Don't overlook your most underrated asset... If you have an old-fashioned pension, you may have an even richer Plan B. That's because most of your benefits accrue in your final decade of service. That makes this stodgy asset, one you've probably barely thought of, surprisingly valuable at your age, especially in an era of modest returns.

You don't have to tell Bob Khan, the 49-year-old chief of the Phoenix fire department, and his wife Peggy, 45. After 25 years as a fire fighter, Bob is guaranteed a pension that will pay 63% of his salary if he were to retire now. Granted, public-sector pensions tend to be more generous than private-sector plans, and his in particular is higher than the norm because of his pay as fire chief.

Today his pension is equivalent to a nest egg of roughly $2 million. Each year he stays on the job adds another $150,000 or so, a growth rate of 7.5%. True boomers, though, Bob and Peggy, who works for a pharmaceutical firm, regard the pension as a supplement to their savings. "It gives you an extra layer of financial security," he says. A nice, thick layer.

...or your biggest asset. If you want to tap your home equity in retirement, your choices are likely to grow in the years ahead. You might choose to cash out by selling your home and moving to a less expensive area. Or you might choose a reverse mortgage, an increasingly popular type of loan that lets homeowners age 62 and older live off their home equity without having to move.

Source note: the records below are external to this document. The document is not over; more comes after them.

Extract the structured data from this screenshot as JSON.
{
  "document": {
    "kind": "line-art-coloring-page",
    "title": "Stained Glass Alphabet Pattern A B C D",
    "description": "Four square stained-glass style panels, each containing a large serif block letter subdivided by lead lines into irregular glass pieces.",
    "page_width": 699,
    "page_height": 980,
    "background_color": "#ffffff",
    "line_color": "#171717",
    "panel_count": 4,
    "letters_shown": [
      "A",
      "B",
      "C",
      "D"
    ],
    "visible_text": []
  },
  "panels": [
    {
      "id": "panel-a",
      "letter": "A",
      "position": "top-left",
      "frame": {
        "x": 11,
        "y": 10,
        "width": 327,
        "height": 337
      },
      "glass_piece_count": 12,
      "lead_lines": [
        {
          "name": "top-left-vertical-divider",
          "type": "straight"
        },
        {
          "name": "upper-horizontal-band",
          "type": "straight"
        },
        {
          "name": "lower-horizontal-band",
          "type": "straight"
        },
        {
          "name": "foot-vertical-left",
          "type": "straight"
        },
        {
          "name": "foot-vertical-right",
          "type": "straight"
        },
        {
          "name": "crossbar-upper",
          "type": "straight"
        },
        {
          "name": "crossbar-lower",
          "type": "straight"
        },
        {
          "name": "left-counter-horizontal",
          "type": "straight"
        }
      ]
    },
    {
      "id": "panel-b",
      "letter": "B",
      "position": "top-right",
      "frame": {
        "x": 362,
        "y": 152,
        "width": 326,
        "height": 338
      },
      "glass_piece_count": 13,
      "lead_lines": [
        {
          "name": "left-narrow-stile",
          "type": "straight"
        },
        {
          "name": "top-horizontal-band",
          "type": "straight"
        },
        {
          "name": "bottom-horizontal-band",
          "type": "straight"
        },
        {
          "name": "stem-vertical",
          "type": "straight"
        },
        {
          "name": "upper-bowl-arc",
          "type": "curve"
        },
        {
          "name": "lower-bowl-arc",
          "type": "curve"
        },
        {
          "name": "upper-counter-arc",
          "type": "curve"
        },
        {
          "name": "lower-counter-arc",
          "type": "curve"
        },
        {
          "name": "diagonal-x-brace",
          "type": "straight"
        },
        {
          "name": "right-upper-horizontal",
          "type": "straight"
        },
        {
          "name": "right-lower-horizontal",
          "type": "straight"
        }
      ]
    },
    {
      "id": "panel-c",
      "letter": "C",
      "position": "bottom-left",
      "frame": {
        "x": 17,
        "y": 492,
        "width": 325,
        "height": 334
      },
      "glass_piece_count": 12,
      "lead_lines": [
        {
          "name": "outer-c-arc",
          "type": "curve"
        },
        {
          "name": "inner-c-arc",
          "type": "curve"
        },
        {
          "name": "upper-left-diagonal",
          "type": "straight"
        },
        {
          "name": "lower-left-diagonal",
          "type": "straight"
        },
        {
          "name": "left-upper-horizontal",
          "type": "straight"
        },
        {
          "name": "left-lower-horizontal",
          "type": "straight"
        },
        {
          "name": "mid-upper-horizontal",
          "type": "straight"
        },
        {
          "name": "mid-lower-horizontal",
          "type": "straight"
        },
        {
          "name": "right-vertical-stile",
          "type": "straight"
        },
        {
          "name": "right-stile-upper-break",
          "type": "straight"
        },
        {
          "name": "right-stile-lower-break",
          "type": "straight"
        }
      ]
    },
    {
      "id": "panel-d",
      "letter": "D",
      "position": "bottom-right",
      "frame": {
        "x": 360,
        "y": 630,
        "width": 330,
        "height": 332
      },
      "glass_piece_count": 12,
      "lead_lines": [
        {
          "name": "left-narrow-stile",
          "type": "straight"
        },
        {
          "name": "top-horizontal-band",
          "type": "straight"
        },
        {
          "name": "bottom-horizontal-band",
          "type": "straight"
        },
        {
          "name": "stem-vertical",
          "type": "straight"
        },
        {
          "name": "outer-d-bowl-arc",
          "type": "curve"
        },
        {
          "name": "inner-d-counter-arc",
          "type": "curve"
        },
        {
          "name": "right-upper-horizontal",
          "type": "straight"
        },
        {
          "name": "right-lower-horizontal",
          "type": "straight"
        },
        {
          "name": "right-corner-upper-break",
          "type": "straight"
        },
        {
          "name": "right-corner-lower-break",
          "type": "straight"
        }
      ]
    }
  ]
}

Of course, such strategies work only if you've actually got equity to tap. That's why Janet and Greg Ashe plan to be mortgage-free on their three properties - currently worth $800,000 - by the time they retire. "The equity will be Plan B should we need it," she says. And that's a perfect example of the kind of thinking you'll need in the decades ahead. You can't rely on luck anymore. It's all about planning. To top of page

More from the boomers' guide to financial freedom:

A midlife money checkup

Getting older and getting better

What you owe your kids
Photo Galleries
Holiday gifts for the yoga nut These 7 small brands are helping fuel a booming yoga industry. More
Best of the L.A. Auto Show Fuel economy is the name of the game in Southern California. More
Are things really getting better? Last quarter, the economy grew by the largest amount since the summer of 2007, but there are signs that things are still getting worse. More
© 2009 Cable News Network. A Time Warner Company. All Rights Reserved. Terms under which this service is provided to you. Privacy Policy
Copyright © 2009 BigCharts.com Inc. All rights reserved. Please see our Terms of Use.
MarketWatch, the MarketWatch logo, and BigCharts are registered trademarks of MarketWatch, Inc.
Intraday data provided by Interactive Data Real-Time Services and subject to the Terms of Use.
Intraday data is at least 20-minutes delayed. All times are ET.
Historical, current end-of-day data, and splits data provided by Interactive Data Pricing and Reference Data.
Fundamental data provided by Morningstar, Inc..
SEC Filings data provided by Edgar Online Inc..
Earnings data provided by FactSet CallStreet, LLC.